Subspace approximation with outliers


Abstract in English

The subspace approximation problem with outliers, for given $n$ points in $d$ dimensions $x_{1},ldots, x_{n} in R^{d}$, an integer $1 leq k leq d$, and an outlier parameter $0 leq alpha leq 1$, is to find a $k$-dimensional linear subspace of $R^{d}$ that minimizes the sum of squared distances to its nearest $(1-alpha)n$ points. More generally, the $ell_{p}$ subspace approximation problem with outliers minimizes the sum of $p$-th powers of distances instead of the sum of squared distances. Even the case of robust PCA is non-trivial, and previous work requires additional assumptions on the input. Any multiplicative approximation algorithm for the subspace approximation problem with outliers must solve the robust subspace recovery problem, a special case in which the $(1-alpha)n$ inliers in the optimal solution are promised to lie exactly on a $k$-dimensional linear subspace. However, robust subspace recovery is Small Set Expansion (SSE)-hard. We show how to extend dimension reduction techniques and bi-criteria approximations based on sampling to the problem of subspace approximation with outliers. To get around the SSE-hardness of robust subspace recovery, we assume that the squared distance error of the optimal $k$-dimensional subspace summed over the optimal $(1-alpha)n$ inliers is at least $delta$ times its squared-error summed over all $n$ points, for some $0 < delta leq 1 - alpha$. With this assumption, we give an efficient algorithm to find a subset of $poly(k/epsilon) log(1/delta) loglog(1/delta)$ points whose span contains a $k$-dimensional subspace that gives a multiplicative $(1+epsilon)$-approximation to the optimal solution. The running time of our algorithm is linear in $n$ and $d$. Interestingly, our results hold even when the fraction of outliers $alpha$ is large, as long as the obvious condition $0 < delta leq 1 - alpha$ is satisfied.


• [Exercise instructions]:
The full set of entries is to be printed exactly, with pictures excluded.

=== Raw data ===

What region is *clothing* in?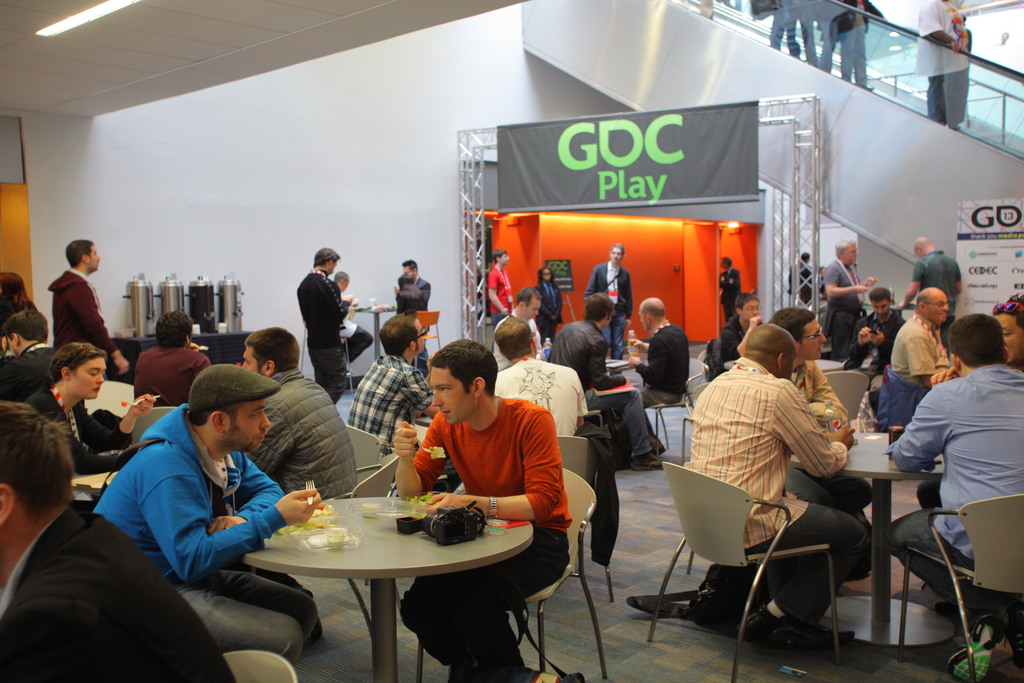
detection(888, 365, 1019, 527).
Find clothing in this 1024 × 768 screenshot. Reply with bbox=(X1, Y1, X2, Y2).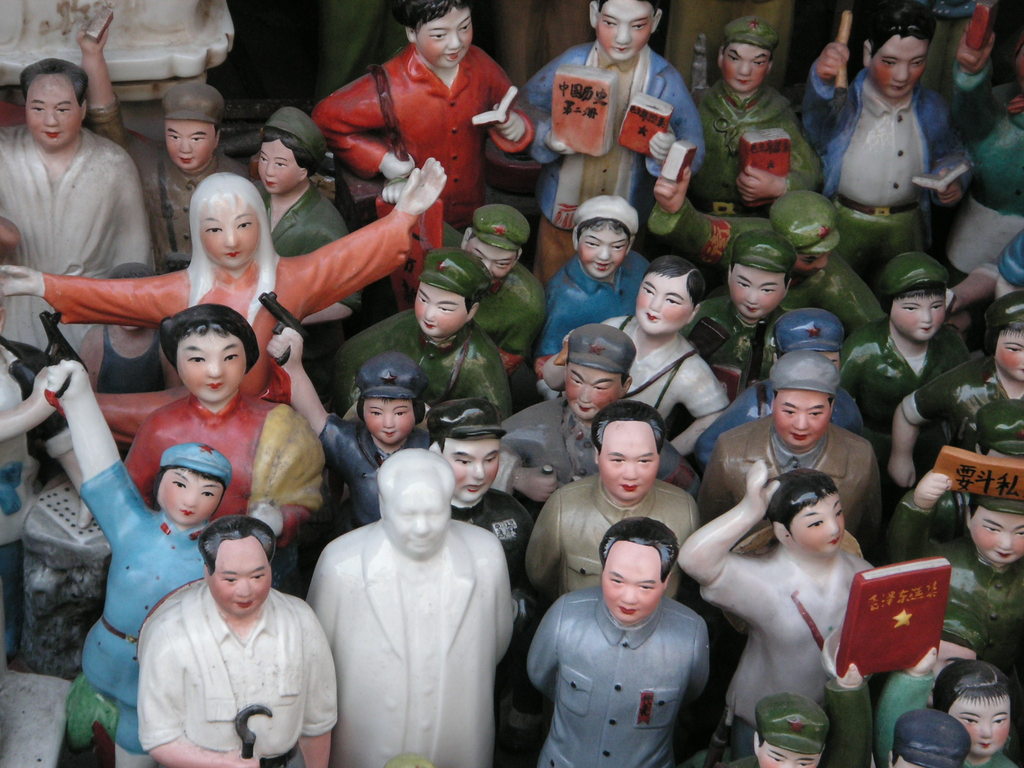
bbox=(314, 26, 518, 206).
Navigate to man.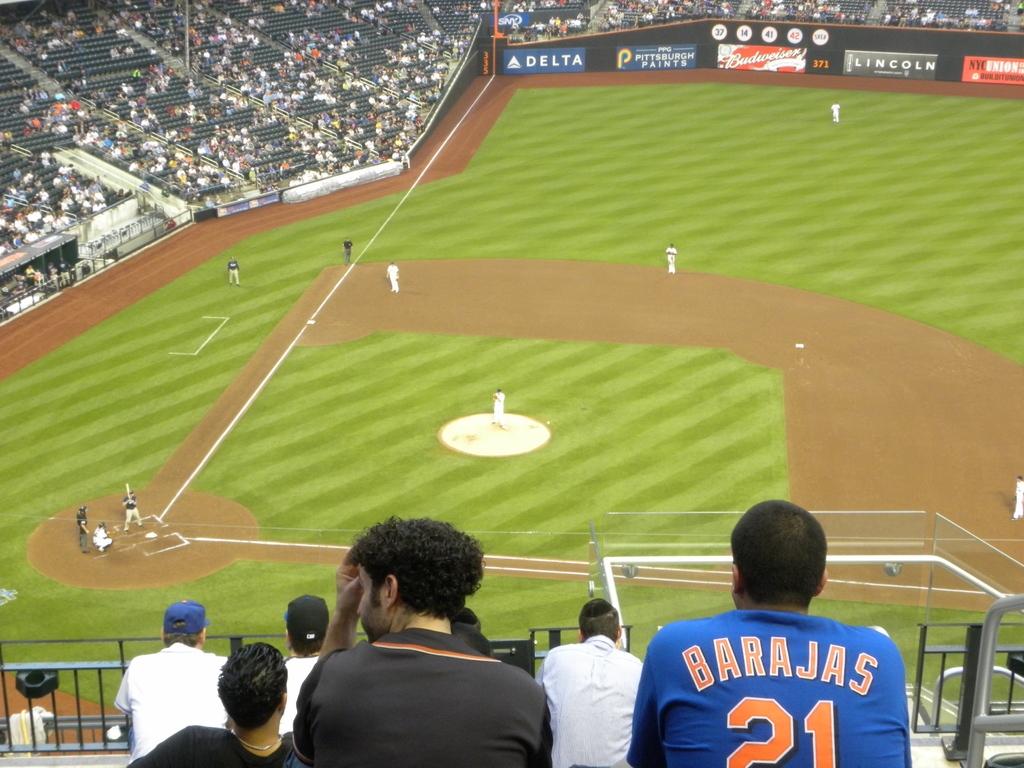
Navigation target: (47, 262, 58, 282).
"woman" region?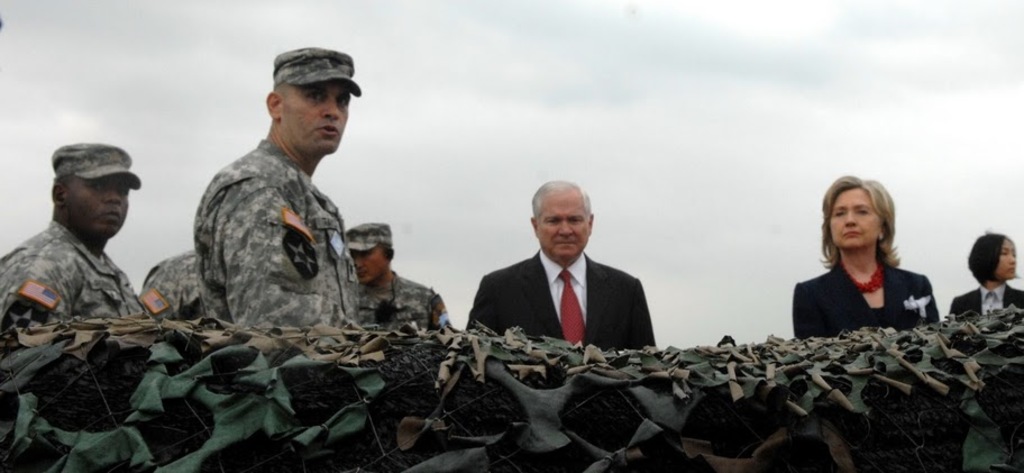
(left=790, top=176, right=947, bottom=351)
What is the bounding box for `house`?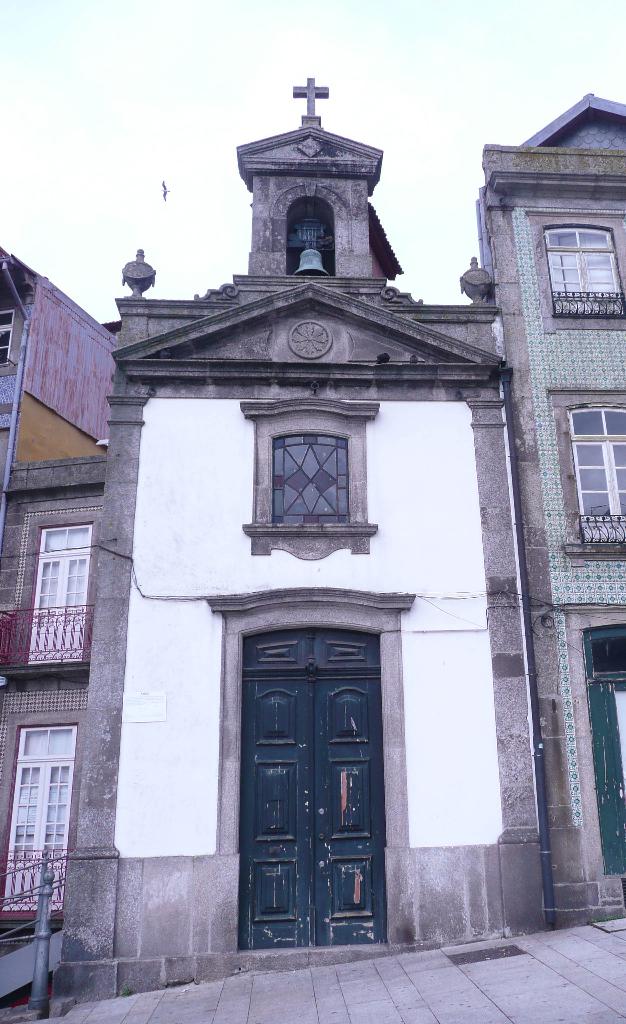
(left=464, top=94, right=625, bottom=923).
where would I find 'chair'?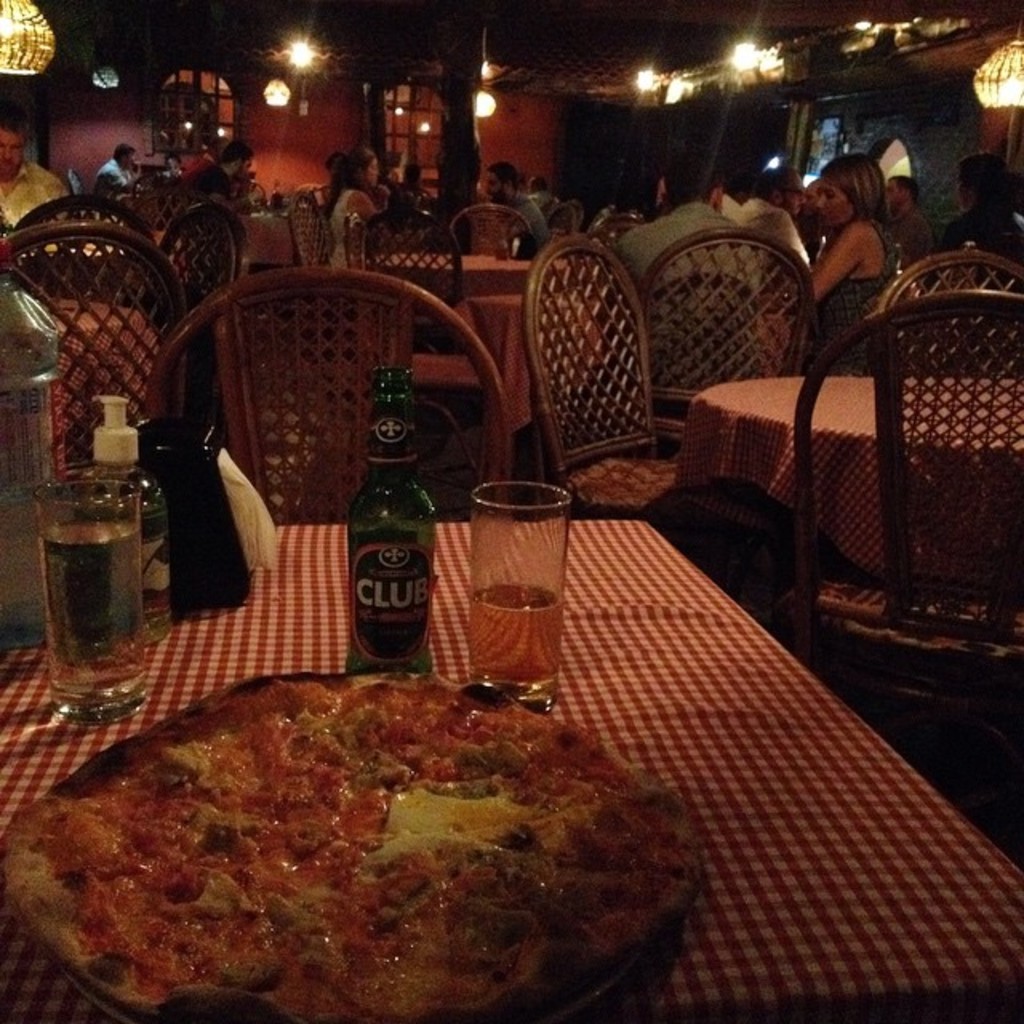
At <bbox>746, 274, 1010, 632</bbox>.
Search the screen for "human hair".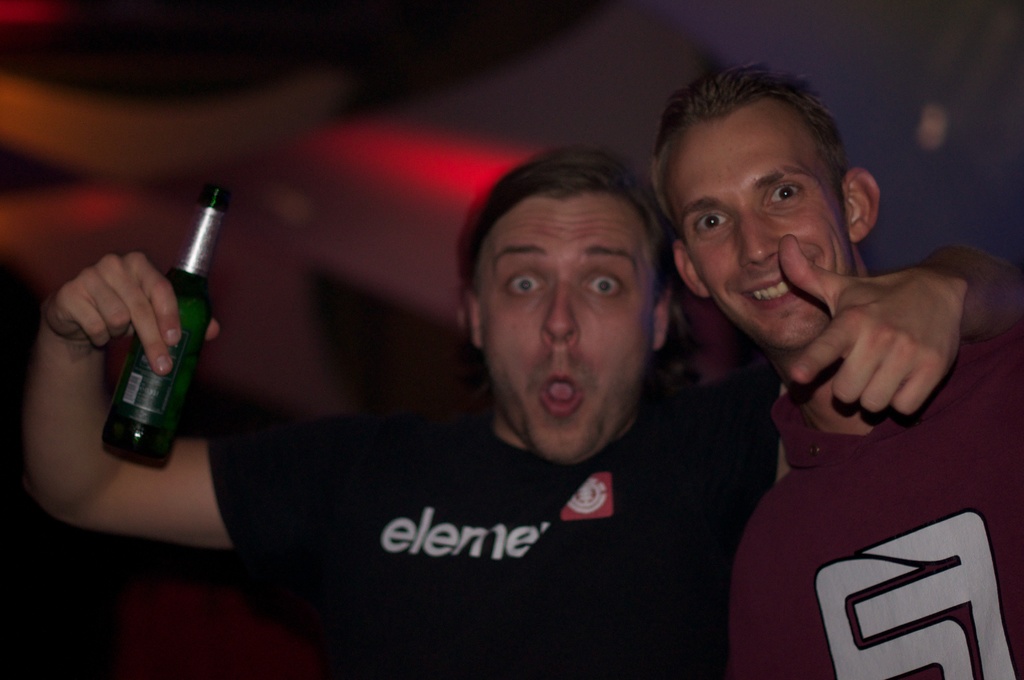
Found at pyautogui.locateOnScreen(650, 58, 856, 252).
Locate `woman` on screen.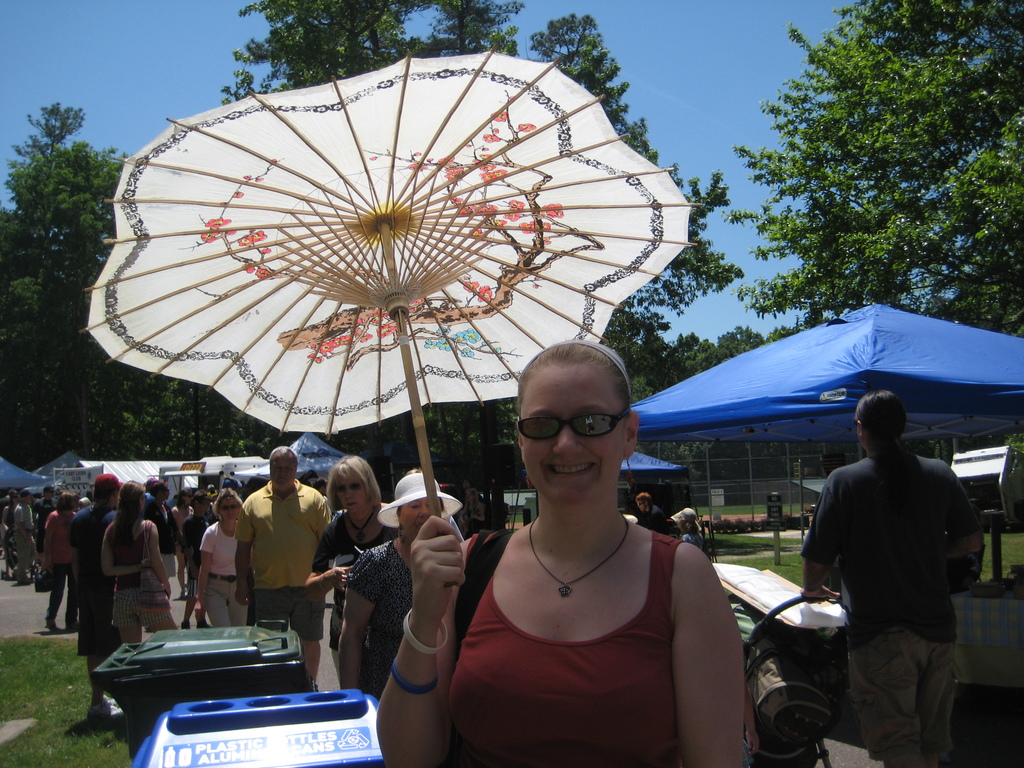
On screen at rect(340, 471, 461, 698).
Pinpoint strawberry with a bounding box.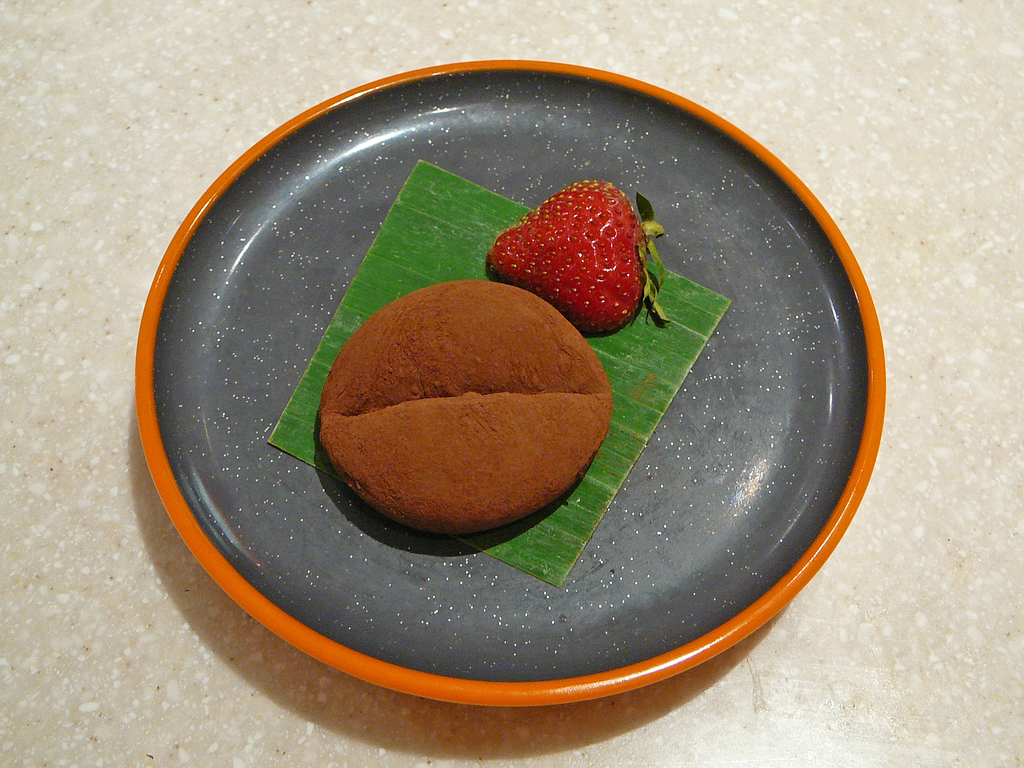
{"left": 488, "top": 177, "right": 669, "bottom": 328}.
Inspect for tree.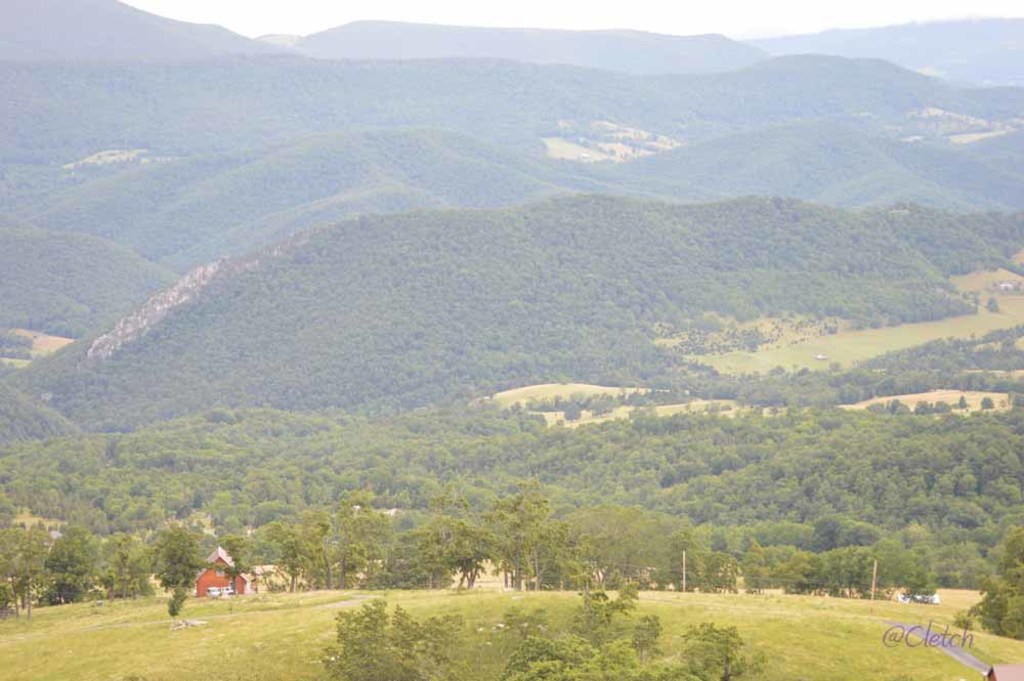
Inspection: bbox=[893, 548, 949, 603].
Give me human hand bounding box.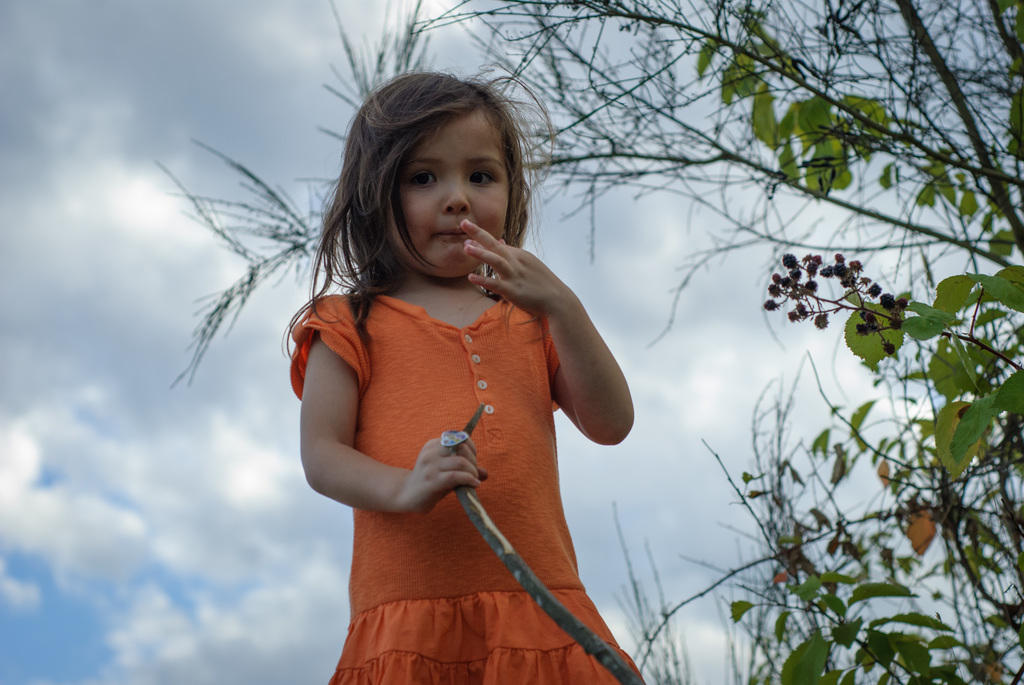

===

• [Finished task]:
What region is *clothing* in?
detection(888, 365, 1019, 527).
Find clothing in this 1024 × 768 screenshot. Reply with bbox=(X1, Y1, X2, Y2).
bbox=(314, 26, 518, 206).
Navigate to man.
Navigation target: (47, 262, 58, 282).
"woman" region?
(left=790, top=176, right=947, bottom=351)
What is the bounding box for `house`?
(left=464, top=94, right=625, bottom=923).
where would I find 'chair'?
At <bbox>746, 274, 1010, 632</bbox>.
Search the screen for "human hair".
Found at pyautogui.locateOnScreen(650, 58, 856, 252).
Locate `woman` on screen.
On screen at rect(340, 471, 461, 698).
Pinpoint strawberry with a bounding box.
{"left": 488, "top": 177, "right": 669, "bottom": 328}.
Inspect for tree.
Inspection: bbox=[893, 548, 949, 603].
Give me human hand bounding box.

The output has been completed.